This article examines the medical activism of the New York physician Mary Putnam Jacobi (1842-1906), to illustrate the problems of gender and science at the center of the vivisection debate in late nineteenth-century America. In the post-Civil War era, individuals both inside and outside the medical community considered vivisection to be a controversial practice. Physicians divided over the value of live animal experimentation, while reformers and activists campaigned against it. Jacobi stepped into the center of the controversy and tried to use her public defense of experimentation to the advantage of women in the medical profession. Her advocacy of vivisection was part of her broader effort to reform medical education, especially at women's institutions. It was also a political strategy aimed at associating women with scientific practices to advance a women's rights agenda. Her work demonstrates how debates over women in medicine and science in medicine, suffrage, and experimentation overlapped at a critical moment of historical transition.
In the first half of the nineteenth century, many Americans visited phrenological practitioners. Some clients were true believers, who consulted phrenology to choose an occupation, select a marriage partner and raise children. But, as this article demonstrates, many others consumed phrenology as an ‘experiment’, testing its validity as they engaged its practice. Consumers of ‘practical phrenology’ subjected themselves to examinations often to test the phrenologist and his practice against their own knowledge of themselves. They also tested whether phrenology was true, according to their own beliefs about race and gender. While historians have examined phrenology as a theory of the mind, we know less about its ‘users’ and how gender, race and class structured their engagement. Based on extensive archival research with letters and diaries, memoirs and marginalia, as well as phrenological readings, this study reveals how a continuum of belief existed around phrenology, from total advocacy to absolute denunciation, with lots of room for acceptance and rejection in between. Phrenologists’ notebooks and tools of salesmanship also show how an experimental environment emerged where phrenologists themselves embraced a culture of testing. In an era of what Katherine Pandora has described as ‘epistemological contests’, audiences confronted new museums, performances and theatres of natural knowledge and judged their validity. This was also true for phrenology, which benefited from a culture of contested authority. As this article reveals, curiosity, experimentation and even scepticism among users actually helped keep phrenology alive for decades.

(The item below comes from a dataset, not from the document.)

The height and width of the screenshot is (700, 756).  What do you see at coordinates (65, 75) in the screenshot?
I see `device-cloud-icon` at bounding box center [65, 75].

This article explores the production and consumption of phrenological knowledge for and by middle‐class women in the USA during the early and middle decades of the 19th century. At a time when science itself had few boundaries, women became readers, consumers, proselytizers and practitioners of this knowledge system, outside of a scientific academy. This paper argues that phrenological beliefs about sex differences enabled and encouraged women to be users. Phrenology allowed women to negotiate gender and by encouraging followers to ‘know thyself,’ phrenology blurred the lines of expertise, creating a fluid interplay between users and producers of knowledge. This article then shows how categories of women users–practitioners, consumers and feminists–implemented or rejected elements of phrenology as they sought to affirm or amend prescribed gender roles. As the industrial economy seemed to divide public and private, production and consumption, masculine and feminine, phrenology allowed women and men to stand within and between these binaries. At the same time, some women used phrenology to classify themselves and others in a socio‐natural hierarchy and further engrained scientific racism in American culture.